Mira Monte's magical girls soccer season continues in San Francisco on Thursday

Mar. 2—The Mira Monte girls soccer team used a familiar formula on Tuesday, and as a result the team is playing in the Northern California Regional semifinals.

The Lions' leading scorers, senior forward Angie Rodriguez and sophomore midfielder Kim Ledezma each had first-half goals, something that has become a regular occurrence for No. 5 Mira Monte, and the team's reliable defense took care of the rest, posting a 2-1 victory at No. 4 Exeter, the Central Section Division III champion.

Now Mira Monte's magical season shifts to another road test, this time a 3 p.m. match-up at top-seeded San Francisco-University on Thursday. The team bus was scheduled to leave the school at 6 a.m. Thursday morning.

"I really think that the way we are playing ... I know we're playing a good team, but we're going up there to win the game," Mira Monte head coach Miguel Rico said. "We can't just say we're going to go just for the trip."

Rodriguez now has 46 goals in 28 games this season, and has added 22 assists to tally 114, both school records. Ledezma, who is joined on the team by sisters, senior Alexa and freshman Yoselin, controls the offense and Rico considers her the heart of the team. She as 20 goals and 22 assists

The dynamic scoring duo is just part of an amazing turnaround for a team that won just six games last season and finished a distant fifth in Southeast Yosemite League play in Rico's first season as Mira Monte head coach.

The disappointing finish set in motion a complete overhaul from a preparation standpoint. The Lions increased its weight-training efforts and several of the players began playing in off-season leagues, according to Rico. With just two players with club experience, that was imperative.

"I always say when you're going in that first year is mostly a transition year because you have to let the girls know this is how we want to play," Rico said. "And if they're used to another coach, they have to adapt to a different style of game, different discipline and you have to get the girls to play together."

The transformation has led to results never seen in the school's girls soccer program.

The Lions enter Tuesday's play with a 26-2-3 record — the most victories in school history, a season that includes an undefeated run through South Yosemite Horizon League, and the program's first Central Section championship and state playoff victory.

The team has done so with a balanced attack featuring plenty of scoring and a defense that has registered 20 shutouts, a credit to the team's goalkeeper Jaay Galeas, and defenders Alexa Ledezma, Brianna Sanchez, Izel Herrera and Jenny Gonzalez, among others

The defensive success also has benefitted from the Lions' ability to control the ball on offense, something Rico and his coaching staff have preached all season.

"The best defense so they don't score on us is ball possession," Rico said. "If you have the ball on offense, the other team's not going to be able to score on you."

Rico is also quick to share his success with his assistant coaches Moises Rodriguez and Celia Rangel, and trainer Sam Patton.

"I have a good group of people behind me," said Rico, who previously coached at Golden Valley and Ridgeview before coming to Mira Monte six years ago as a JV coach. "We're all head coaches. On paper, I'm the head coach, but I look at them as my equals and whatever decisions we want to make, we're all three together."

Now the Lions will look to extend their season. A victory on Thursday would push the team into Saturday's NorCal title game, which would be hosted by the winner of the other semifinal, No. 3 Redding-University Prep and No. 2 Colfax.

"We've already made history, winning our first league title, winning Valley and then defeating the D-III champion as a Division V team," Rico said. "We have to go up, and in our mind we're going to play our game and try to play them as well as we can."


» **TASK DESCRIPTION**
Reduce the material below to its lines containing "zoom".

» **DATA EXTRACTS**
****************

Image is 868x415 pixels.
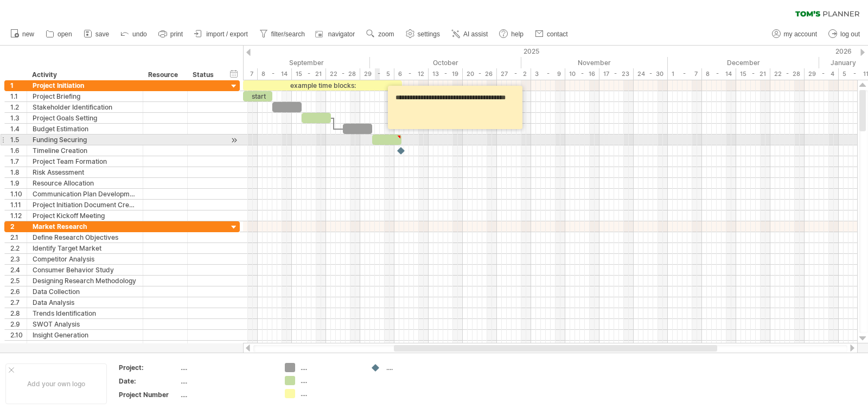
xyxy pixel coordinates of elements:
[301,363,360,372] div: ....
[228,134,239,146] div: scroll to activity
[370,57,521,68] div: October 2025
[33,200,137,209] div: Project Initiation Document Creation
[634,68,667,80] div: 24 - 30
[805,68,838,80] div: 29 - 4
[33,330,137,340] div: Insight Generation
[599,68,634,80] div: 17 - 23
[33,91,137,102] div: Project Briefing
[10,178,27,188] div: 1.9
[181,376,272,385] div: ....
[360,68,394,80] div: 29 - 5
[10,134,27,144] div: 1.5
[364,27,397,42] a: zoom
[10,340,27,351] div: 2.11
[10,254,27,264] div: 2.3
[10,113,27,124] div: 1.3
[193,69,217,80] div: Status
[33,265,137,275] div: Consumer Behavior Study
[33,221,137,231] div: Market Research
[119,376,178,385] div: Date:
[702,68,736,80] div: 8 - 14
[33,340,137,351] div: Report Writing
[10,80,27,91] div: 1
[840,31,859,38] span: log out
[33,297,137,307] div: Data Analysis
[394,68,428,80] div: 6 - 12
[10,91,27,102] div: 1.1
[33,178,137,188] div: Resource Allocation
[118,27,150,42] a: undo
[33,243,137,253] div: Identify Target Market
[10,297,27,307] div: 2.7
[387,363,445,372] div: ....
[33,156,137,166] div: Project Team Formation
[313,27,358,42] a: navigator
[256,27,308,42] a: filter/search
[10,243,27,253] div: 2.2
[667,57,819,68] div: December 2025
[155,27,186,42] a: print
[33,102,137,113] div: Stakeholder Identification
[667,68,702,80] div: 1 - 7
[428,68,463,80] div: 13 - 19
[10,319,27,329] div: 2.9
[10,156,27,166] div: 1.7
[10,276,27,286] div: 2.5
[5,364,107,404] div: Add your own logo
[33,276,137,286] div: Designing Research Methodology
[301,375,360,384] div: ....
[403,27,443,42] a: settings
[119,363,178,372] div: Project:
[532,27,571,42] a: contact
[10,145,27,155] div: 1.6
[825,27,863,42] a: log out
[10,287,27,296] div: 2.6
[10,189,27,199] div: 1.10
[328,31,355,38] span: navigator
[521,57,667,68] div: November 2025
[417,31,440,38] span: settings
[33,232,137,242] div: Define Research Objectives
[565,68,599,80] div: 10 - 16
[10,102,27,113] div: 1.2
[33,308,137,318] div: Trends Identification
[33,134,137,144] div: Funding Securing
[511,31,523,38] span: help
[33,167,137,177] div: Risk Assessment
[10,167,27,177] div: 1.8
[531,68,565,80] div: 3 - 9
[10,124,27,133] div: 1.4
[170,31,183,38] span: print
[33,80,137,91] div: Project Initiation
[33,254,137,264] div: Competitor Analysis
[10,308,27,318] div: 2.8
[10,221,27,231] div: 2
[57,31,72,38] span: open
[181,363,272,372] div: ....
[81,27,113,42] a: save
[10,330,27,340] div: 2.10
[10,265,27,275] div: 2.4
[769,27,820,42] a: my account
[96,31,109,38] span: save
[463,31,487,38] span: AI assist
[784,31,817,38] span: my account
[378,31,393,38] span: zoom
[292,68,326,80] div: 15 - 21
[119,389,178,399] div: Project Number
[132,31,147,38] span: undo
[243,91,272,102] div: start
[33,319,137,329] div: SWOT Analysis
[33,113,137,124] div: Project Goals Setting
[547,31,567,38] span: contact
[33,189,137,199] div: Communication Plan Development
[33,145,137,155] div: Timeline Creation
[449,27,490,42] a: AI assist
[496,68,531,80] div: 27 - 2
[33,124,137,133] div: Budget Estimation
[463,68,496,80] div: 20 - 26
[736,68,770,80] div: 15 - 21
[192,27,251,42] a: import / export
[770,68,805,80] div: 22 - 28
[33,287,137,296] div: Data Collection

****************

» **RESPONSE**
[364,27,397,42] a: zoom
[378,31,393,38] span: zoom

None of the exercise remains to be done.